• **Records provided**

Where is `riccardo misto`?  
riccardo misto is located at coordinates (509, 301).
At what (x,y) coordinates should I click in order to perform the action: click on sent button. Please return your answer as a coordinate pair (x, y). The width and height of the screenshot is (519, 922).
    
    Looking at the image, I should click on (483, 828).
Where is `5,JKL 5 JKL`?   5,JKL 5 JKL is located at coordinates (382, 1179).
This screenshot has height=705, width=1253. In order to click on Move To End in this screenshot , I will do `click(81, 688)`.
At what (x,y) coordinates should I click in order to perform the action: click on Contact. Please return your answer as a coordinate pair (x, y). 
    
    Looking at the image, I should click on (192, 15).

• **Directions**
Nothing in the listing may be changed; retype it all exactly.

• **Exercise solution**
Where is `riccardo misto`?  
riccardo misto is located at coordinates (509, 301).
At what (x,y) coordinates should I click in order to perform the action: click on sent button. Please return your answer as a coordinate pair (x, y). The width and height of the screenshot is (519, 922).
    
    Looking at the image, I should click on (483, 828).
Where is `5,JKL 5 JKL`?   5,JKL 5 JKL is located at coordinates (382, 1179).
This screenshot has height=705, width=1253. In order to click on Move To End in this screenshot , I will do `click(81, 688)`.
At what (x,y) coordinates should I click in order to perform the action: click on Contact. Please return your answer as a coordinate pair (x, y). 
    
    Looking at the image, I should click on (192, 15).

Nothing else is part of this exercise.